Abstract

India in the 19th century encapsulates a very different and contesting Scottish dimension to the expansion of British Empire. The Scottish legacy in the field of British colonial enterprise has been blurred over the time. Scotland, which was once a colony of the English, was incorporated in the Great Britain in the Union Act of 1707. But distinction between Scottish and English was never made. Thus, in the field of literature we do not find distinct Scottish identity of the contributors like- Walter Scott, R. L. Stevenson, Adam Smith, Thomas Carlyle- to name a few. They are placed in the ‘English literature’ without due emphasis on Scottish background and influence. Similarly, the common notion of the British imperial enterprise has masked the contribution of the Scottish administrators working under the British.
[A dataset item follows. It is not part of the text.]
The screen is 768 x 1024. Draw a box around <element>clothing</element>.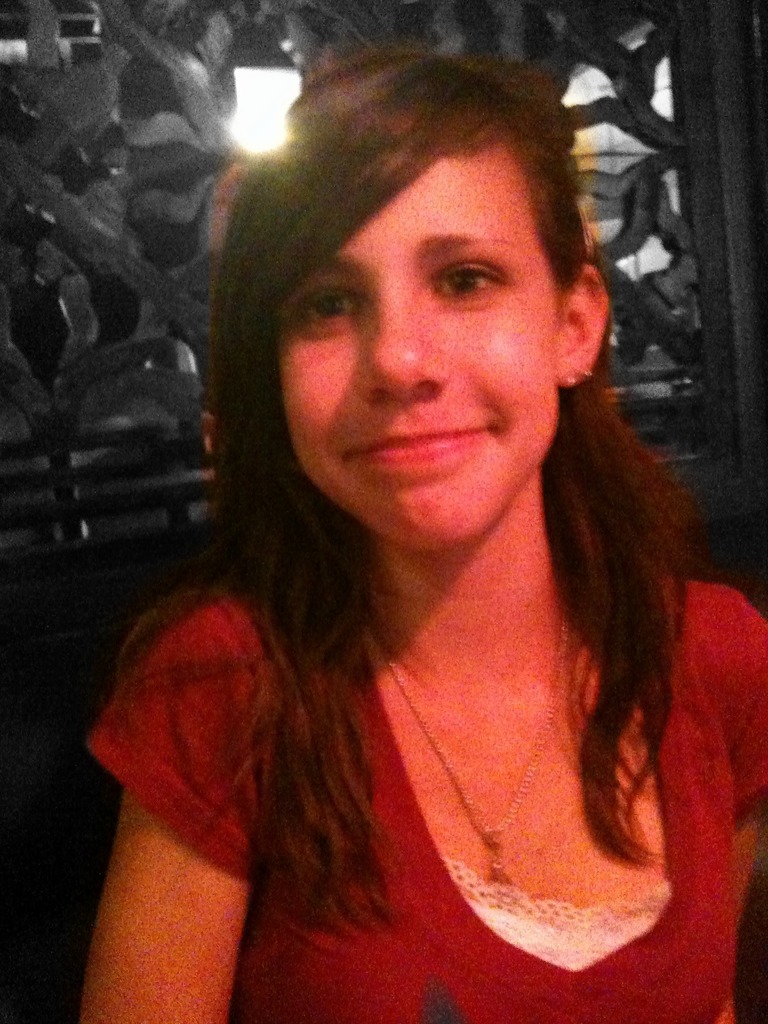
(left=84, top=300, right=728, bottom=999).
Now, in the context of India when we talk about ‘Scottish Orientalism’, we need to focus on the already blurred identity of being ‘Scottish’ in the dominant English field. The Union Act (1707) between England and Scotland produced a space for the Scottish people to participate in the British imperial enterprise. This paper focuses to unmask the role of some of the Scottish scholar-administrators working under the British for a distinctively Scottish contribution to the expansion of the British imperial activities that helps to explore the nature of the intellectual and religious engagement. The study offers a distinctive Scottish Orientalist school as Scottish participation of empire remains open ended and it argues for a complex assessment of Scottish individuals who though shared some philological and philosophical interests and assumptions, nevertheless diverged in many other respects.